📌 What is a Consensus Algorithm?

A consensus algorithm is a fault-tolerant mechanism that is used in computers and blockchain systems to achieve the necessary agreement on a single data value or a single state of the network among distributed processes or multi-agent systems, such as with cryptocurrencies.

In any centralized system, like a database holding key information, a central administrator has the authority to maintain and update the database. The task of making any updates is performed by a central authority who remains the sole in-charge of maintaining genuine records.

Public blockchains that operate as decentralized, self-regulating systems work on a global scale without any single authority. They involve contributions from hundreds of thousands of participants who work on verification and authentication of transactions occurring on the blockchain, and on the block mining activities.

In such a dynamically changing status of the blockchain, these publicly shared ledgers need an efficient, fair, real-time, functional, reliable, and secure mechanism to ensure that all the transactions occurring on the network are genuine and all participants agree on a consensus on the status of the ledger. This all-important task is performed by the consensus mechanism, which is a set or rules that decides on the contributions by the various participants of the blockchain.

📌 Proof of Work (PoW)

The Proof of Work is a common consensus algorithm used by the most popular cryptocurrency networks like Bitcoin and Litecoin. It requires a participant node to prove that the work is done and submitted by them qualifies them to receive the right to add new transactions to the blockchain. However, this whole mining mechanism of Bitcoin needs high energy consumption and longer processing time.

💡 Proof of Work Explained

Bitcoin is a digital currency that is underpinned by a kind of distributed ledger known as a blockchain. This ledger contains a record of all Bitcoin transactions, arranged in sequential blocks, so that no user is allowed to spend any of their holdings twice. In order to prevent tampering, the ledger is public, or distributed; an altered version would quickly be rejected by other users.

The way that users detect tampering in practice is through hashes, long strings of numbers that serve as proof of work. Put a given set of data through a hash function, and it will only ever generate one hash. Due to the Avalanche Effect, however, even a tiny change to any portion of the original data will result in a totally unrecognizable hash. Whatever the size of the original data set, the hash generated by a given function will be the same length. The hash is a one-way function: it cannot be used to obtain the original data, only to check that the data that generated the hash matches the original data.

Generating just any hash for a set of Bitcoin transactions would be trivial for a modern computer, so in order to turn the process into "work", the Bitcoin network sets a certain level of "difficulty". This setting is adjusted so that a new block is mined—added to the blockchain by generating a valid hash—approximately every 10 minutes. Setting difficulty is accomplished by establishing a target ****for the hash: the lower the target, the smaller the set of valid hashes, and the harder it is to generate one. In practice, this means a hash that starts with a long string of zeros: the hash for block #43289, for example, is 000000000000000004dd3426129639082239efd583b5273b1bd75e8d78ff2e8d.

That block contains 2,012 transactions involving just over 1,000 Bitcoin, as well as the header of the previous block. If a user changed one transaction amount by 0.0001 Bitcoin, the resultant hash would be unrecognizable, and the network would reject the fraud.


*Task instructions*. Among the lines below, copy each one in which "background" appears.

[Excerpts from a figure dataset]
══════════

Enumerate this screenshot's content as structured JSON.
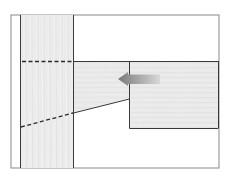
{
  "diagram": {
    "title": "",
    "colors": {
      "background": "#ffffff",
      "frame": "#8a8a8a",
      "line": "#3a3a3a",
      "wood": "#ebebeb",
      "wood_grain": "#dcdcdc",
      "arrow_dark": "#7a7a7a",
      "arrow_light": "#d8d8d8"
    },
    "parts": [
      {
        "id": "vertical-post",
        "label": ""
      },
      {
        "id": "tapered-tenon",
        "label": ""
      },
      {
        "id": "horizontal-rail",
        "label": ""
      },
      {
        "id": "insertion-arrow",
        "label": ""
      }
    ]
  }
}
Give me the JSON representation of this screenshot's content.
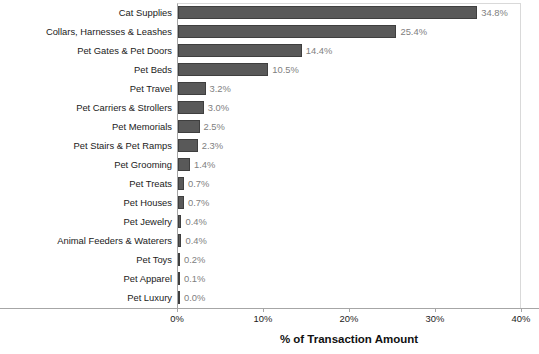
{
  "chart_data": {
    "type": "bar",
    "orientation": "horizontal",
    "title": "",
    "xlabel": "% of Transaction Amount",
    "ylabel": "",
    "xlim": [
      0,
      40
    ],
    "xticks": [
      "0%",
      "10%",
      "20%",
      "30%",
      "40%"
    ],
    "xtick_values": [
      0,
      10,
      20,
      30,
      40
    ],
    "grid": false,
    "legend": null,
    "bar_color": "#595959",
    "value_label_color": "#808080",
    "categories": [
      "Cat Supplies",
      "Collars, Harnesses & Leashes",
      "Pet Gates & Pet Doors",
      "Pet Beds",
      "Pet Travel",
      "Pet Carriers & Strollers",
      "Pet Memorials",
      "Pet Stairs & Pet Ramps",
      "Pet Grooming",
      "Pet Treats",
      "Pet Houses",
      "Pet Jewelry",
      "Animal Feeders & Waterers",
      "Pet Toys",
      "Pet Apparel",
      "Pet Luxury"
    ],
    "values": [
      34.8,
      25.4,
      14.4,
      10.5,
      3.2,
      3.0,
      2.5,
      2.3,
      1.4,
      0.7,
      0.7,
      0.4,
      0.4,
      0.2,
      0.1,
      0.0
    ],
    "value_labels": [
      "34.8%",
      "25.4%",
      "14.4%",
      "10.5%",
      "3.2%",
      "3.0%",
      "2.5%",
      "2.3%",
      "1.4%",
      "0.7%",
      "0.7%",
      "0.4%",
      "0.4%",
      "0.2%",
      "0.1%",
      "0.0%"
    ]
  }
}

══════════

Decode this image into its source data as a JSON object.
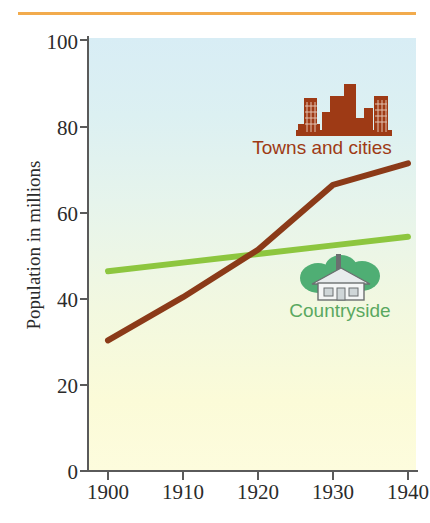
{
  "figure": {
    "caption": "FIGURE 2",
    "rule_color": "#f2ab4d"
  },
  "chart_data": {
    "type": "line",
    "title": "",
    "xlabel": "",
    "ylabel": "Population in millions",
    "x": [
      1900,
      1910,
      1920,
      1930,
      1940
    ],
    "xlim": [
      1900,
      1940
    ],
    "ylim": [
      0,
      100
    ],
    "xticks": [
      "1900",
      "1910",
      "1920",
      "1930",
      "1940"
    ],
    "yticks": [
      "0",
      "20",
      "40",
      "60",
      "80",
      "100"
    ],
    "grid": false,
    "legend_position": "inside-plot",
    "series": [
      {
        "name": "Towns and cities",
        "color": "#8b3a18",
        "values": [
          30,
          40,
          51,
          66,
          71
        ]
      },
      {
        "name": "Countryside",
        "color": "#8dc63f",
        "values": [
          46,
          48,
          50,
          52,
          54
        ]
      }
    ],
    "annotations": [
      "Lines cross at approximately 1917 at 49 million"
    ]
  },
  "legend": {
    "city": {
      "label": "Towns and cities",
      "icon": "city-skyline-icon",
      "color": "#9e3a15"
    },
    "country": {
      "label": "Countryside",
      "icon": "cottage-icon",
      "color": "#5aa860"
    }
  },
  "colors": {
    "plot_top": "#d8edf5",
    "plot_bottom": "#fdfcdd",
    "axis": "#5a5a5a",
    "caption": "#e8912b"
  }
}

══════════

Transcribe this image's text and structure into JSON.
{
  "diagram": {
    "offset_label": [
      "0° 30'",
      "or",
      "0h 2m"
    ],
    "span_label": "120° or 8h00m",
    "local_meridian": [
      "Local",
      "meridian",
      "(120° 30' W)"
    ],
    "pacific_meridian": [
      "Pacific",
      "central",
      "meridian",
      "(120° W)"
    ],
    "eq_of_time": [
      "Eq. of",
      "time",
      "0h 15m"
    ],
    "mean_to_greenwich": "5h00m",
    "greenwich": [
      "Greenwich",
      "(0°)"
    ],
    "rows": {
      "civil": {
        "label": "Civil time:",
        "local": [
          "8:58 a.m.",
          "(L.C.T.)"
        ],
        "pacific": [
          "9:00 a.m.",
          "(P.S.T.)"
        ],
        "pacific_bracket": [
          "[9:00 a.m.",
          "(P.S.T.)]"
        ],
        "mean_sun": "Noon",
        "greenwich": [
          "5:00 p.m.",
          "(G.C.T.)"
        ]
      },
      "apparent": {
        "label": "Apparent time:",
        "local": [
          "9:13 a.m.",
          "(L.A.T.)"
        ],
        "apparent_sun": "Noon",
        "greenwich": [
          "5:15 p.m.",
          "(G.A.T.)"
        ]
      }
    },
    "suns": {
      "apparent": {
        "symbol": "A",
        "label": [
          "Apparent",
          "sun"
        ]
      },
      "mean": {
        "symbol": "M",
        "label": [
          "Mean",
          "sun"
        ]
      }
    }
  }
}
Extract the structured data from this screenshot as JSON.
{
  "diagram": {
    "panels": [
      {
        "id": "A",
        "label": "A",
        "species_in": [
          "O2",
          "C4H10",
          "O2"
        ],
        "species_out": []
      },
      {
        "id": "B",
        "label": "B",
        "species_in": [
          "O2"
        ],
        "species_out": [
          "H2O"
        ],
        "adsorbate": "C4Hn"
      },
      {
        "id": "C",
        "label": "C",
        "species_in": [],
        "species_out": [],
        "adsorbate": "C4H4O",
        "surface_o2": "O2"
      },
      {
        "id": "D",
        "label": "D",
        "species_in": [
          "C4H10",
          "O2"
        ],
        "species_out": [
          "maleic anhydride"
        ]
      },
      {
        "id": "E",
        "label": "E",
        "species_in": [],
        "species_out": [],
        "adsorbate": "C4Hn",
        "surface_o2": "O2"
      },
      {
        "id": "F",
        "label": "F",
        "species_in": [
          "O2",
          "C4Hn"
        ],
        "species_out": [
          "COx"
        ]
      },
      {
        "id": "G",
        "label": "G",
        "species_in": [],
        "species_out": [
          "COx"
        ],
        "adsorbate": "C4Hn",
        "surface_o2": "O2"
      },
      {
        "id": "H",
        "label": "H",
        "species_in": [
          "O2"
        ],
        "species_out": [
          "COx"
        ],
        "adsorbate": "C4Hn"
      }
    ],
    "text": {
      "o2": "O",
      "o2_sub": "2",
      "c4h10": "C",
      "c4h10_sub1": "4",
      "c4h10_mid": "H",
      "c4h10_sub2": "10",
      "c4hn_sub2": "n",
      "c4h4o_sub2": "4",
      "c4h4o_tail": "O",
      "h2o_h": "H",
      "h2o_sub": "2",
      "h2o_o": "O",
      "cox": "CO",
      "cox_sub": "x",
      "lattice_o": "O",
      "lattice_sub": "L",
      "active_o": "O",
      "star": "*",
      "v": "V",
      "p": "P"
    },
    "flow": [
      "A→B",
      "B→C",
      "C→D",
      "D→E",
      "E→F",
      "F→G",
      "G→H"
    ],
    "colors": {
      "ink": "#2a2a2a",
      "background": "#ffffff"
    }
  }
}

══════════

*Exercise output*.
      "background": "#ffffff",
      "background": "#ffffff"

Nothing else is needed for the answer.